A man who let a group of wolfdogs run free in the garden of his “filthy and uninhabitable” Grangemouth home has been banned from keeping animals for five years.

A court heard Graham McQuet often left the animals “effectively abandoned” with one developing a friction sore from wearing an electric shock collar.

A court heard McQuet did not go near the property, where up to six of the animals were kept in kennels in the back garden, for several days at a time.

The 40-year-old was also fined £2,075 at Falkirk Sheriff Court.

Sheriff Craig Harris said McQuet, who also worked as a dog trainer, had liked the status the wolfdogs gave him but they had “suffered for his ego.”

Investigators found there was little clean water for the animals and they had resorted to drinking from a leaky tap in the garden.

The animals – wolf/dog hybrids shipped in from breeders in Russia and Eastern Europe – had up to 98 per cent wolf DNA, the court was told.

One animal died of blood loss after trapping and severing its leg in a cage.

McQuet put the body in a freezer and the leg in a wheelie bin. It was later found with chew marks, suggesting it had been gnawed by another animal after death.

Prosecutor Karen Chambers said McQuet had “deliberately kept the animals undernourished so they looked more like wolves”.

The conditions came to light after one of the wolfdogs chewed its way through the roof of a kennel and escaped.

Concerned neighbours, who had already reported the wolves fighting and howling when McQuet was not there, called the SSPCA.

McQuet repeatedly denied SSPCA officers entry to his house to assess the full state of the premises. They eventually secured a warrant to search the property.

One neighbour said there was constant howling coming from the wolfdogs all day and sometimes through the night.

A video she filmed from the window of her home showed a large black wolf-like animal mounting the shed roof.

In a second video, the animals were whimpering and sounded as though they were in pain.

She added that a kennel which was eventually built for the animals was filthy and soiled with urine and faeces, a water bowl was empty and she could see no food.

Another neighbour said one of the animals had escaped on multiple occasions.

She said: “She didn’t growl at us she did sort of stare at us.

“She was very intense. She was very intimidating. It was almost like she was hunting us when she saw us.”

A cat was found in house in conditions described by the sheriff as “deplorable” and “neither fit for man nor beast”, and a terrier dog was seen being attacked by the wolfdogs.

McQuet was found guilty of failing to meet the needs of the terrier and seven wolfdogs that stayed at the property between October 2019 and November 2022, and causing unnecessary suffering to the wolfdog found with shock collar sores.

McQuet denied the charges and said in evidence that he fed the animals on bone, red meat, chicken feet and kangaroo, and apart from exceptional occasions visited and exercised them daily.

He said he cleaned the animals’ droppings every day and jet-washed the garden twice a week.

Sheriff Harris said he took account of the fact that McQuet had voluntarily signed over all his surviving animals and all had recovered from any health complaints they had in his care.

The sheriff said the accused “clearly loved” the wolfdogs and his emotion in a video where he said goodbye to them was “heartfelt.”

But, he told McQuet: “I’m dealing with a sustained failure over a period of more than two years in relation to multiple animals where their needs were not met, taken together with an occasion when unnecessary suffering was caused to one, and you allowed a cat to live in squalid conditions.”

Little Zoo, the animal sanctuary who took in the wolfdogs, said they were “horrified” at the condition they arrived in, describing them to be “unsocialised, terrified, injured and in poor body condition”.

SSPCA Inspector Fiona Thorburn said Little Zoo had taken in the animals at “significant expense”, saying that the animals’ future would have been at risk otherwise.

Thorburn said: “The wolfdogs have recovered physically from their neglect but behavioural damage from such poor conditions along with the inappropriate use of shock collars in their training will unfortunately remain.

“Housing these animals in small domestic kennels, from which they at times escaped causing fear and alarm to nearby residents, was cruel and negligent.”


Exercise requirements
Show all lines from the records below in which the string "content" is present.

Figure dataset records
▬▬▬▬▬▬

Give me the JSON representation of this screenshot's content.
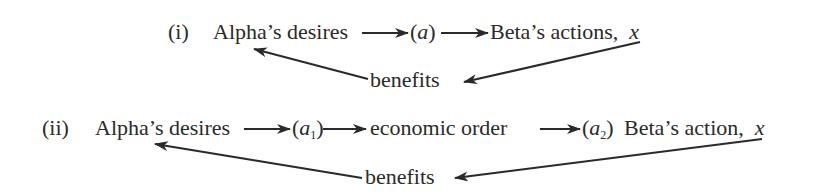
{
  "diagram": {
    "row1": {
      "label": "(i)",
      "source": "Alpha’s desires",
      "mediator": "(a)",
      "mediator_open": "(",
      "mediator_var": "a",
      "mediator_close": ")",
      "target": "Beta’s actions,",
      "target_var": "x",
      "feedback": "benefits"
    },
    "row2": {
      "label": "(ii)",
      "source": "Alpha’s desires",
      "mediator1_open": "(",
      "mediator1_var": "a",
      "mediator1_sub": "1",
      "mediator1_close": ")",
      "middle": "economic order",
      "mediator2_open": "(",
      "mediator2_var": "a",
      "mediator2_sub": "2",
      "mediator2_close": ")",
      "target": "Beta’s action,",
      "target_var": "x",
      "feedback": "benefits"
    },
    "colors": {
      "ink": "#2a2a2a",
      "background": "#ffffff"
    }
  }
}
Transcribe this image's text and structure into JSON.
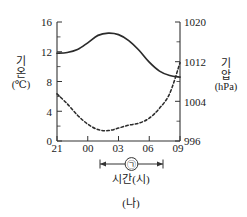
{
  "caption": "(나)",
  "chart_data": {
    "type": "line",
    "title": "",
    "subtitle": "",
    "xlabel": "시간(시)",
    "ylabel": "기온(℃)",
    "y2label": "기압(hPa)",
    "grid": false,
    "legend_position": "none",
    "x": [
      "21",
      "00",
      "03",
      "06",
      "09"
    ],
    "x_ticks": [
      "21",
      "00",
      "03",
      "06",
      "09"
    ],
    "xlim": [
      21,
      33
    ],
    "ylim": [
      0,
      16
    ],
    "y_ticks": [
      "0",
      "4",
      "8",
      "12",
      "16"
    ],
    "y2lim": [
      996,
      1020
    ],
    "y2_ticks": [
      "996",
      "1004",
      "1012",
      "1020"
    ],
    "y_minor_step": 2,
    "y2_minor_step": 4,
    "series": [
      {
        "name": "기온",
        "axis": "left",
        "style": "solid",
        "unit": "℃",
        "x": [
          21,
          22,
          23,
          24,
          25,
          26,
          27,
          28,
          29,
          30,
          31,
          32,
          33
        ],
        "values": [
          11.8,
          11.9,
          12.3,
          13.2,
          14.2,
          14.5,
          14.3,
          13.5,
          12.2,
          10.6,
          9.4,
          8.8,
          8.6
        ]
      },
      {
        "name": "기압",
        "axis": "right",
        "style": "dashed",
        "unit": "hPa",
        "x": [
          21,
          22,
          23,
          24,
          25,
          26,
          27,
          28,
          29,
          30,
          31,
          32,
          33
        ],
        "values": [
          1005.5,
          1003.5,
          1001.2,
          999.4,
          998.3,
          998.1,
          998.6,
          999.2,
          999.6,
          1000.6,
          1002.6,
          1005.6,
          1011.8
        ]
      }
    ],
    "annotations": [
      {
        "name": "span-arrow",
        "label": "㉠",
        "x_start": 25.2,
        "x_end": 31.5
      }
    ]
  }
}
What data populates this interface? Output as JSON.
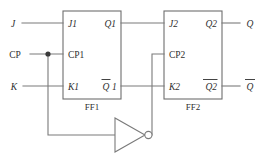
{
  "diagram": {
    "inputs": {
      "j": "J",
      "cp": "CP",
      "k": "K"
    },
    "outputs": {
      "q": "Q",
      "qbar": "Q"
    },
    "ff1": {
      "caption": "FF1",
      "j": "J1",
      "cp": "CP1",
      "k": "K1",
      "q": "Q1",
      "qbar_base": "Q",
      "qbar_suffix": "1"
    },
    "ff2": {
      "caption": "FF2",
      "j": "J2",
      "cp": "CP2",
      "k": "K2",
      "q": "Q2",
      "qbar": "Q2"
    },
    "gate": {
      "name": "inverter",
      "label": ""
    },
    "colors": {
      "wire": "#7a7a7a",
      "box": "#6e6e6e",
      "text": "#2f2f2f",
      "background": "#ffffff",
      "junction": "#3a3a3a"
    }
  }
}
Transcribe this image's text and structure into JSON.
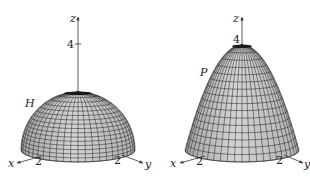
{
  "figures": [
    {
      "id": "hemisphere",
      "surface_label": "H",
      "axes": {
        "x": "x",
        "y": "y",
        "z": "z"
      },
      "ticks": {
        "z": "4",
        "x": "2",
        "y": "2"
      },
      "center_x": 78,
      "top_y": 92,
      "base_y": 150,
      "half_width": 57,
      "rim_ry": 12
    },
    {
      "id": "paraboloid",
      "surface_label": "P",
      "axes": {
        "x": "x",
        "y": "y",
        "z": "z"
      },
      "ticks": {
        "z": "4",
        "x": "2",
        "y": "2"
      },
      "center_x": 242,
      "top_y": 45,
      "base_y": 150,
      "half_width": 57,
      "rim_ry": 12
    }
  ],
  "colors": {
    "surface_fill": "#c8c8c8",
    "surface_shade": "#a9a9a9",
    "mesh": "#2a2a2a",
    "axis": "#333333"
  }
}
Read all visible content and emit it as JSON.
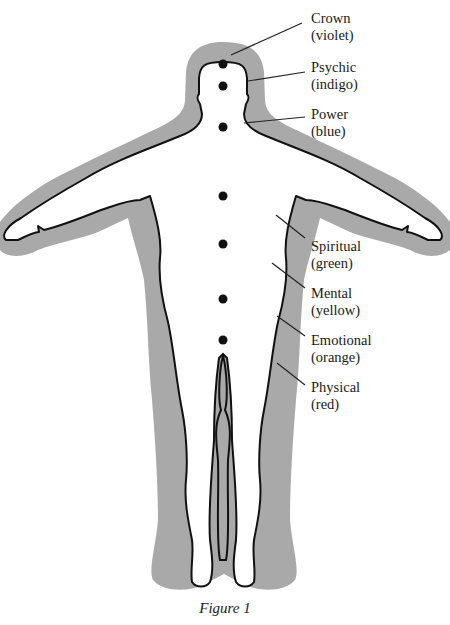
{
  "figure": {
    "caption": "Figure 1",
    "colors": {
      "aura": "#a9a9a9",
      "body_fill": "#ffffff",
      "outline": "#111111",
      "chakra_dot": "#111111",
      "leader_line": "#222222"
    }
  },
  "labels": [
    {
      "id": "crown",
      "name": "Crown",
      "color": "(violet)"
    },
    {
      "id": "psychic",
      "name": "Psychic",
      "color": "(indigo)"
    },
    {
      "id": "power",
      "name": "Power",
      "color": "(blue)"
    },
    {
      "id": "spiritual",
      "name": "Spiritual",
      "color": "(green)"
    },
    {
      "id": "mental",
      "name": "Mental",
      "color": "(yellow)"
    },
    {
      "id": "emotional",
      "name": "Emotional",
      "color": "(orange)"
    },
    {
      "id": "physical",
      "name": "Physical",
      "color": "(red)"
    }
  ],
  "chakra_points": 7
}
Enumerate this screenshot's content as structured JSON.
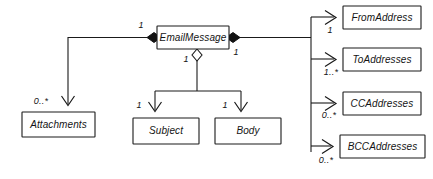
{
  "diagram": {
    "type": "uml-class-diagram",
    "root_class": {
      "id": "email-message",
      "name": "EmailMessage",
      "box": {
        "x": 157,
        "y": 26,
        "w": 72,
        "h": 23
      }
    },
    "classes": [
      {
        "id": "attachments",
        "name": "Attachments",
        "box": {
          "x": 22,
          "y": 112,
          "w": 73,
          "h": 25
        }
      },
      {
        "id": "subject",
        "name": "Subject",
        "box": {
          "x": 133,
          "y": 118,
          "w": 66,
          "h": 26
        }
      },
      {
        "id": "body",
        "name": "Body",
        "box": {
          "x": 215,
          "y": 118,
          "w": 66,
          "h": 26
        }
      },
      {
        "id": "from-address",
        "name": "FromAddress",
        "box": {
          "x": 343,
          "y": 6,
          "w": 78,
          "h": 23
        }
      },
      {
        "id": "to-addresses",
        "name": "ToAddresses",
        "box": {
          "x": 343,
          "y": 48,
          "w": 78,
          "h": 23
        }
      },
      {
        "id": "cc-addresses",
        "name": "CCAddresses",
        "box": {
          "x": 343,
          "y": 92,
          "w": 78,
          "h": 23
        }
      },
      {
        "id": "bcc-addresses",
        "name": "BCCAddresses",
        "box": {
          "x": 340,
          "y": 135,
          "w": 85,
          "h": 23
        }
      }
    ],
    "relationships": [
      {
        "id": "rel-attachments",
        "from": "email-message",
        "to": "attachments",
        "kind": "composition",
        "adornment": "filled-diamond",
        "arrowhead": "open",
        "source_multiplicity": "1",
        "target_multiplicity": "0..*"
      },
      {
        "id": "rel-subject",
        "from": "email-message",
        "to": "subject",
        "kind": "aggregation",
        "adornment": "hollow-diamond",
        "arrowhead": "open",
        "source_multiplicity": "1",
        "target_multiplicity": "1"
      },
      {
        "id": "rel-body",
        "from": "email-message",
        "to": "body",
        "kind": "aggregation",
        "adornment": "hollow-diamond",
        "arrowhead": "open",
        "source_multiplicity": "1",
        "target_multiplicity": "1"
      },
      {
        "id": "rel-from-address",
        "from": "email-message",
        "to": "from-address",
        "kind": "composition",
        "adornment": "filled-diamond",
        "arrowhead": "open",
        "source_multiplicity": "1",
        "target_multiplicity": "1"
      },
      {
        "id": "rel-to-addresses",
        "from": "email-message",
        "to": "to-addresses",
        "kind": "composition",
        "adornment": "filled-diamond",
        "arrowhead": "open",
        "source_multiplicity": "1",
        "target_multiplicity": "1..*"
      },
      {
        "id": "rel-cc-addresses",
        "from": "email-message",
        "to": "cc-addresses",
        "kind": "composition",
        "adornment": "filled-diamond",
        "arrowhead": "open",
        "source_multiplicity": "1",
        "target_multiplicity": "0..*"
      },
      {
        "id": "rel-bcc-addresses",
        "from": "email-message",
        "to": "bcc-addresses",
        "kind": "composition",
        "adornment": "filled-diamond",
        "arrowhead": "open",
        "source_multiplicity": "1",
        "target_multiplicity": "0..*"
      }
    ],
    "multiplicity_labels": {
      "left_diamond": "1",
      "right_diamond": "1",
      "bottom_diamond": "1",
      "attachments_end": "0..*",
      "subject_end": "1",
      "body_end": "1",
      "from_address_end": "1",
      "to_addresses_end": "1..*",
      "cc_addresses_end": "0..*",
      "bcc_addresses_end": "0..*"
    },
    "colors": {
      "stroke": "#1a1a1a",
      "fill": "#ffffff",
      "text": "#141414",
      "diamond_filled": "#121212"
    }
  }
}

▬▬▬▬▬▬

Exercise output
Give me the JSON representation of this screenshot's content.
Read all visible content and emit it as JSON.
Enumerate this screenshot's content as structured JSON.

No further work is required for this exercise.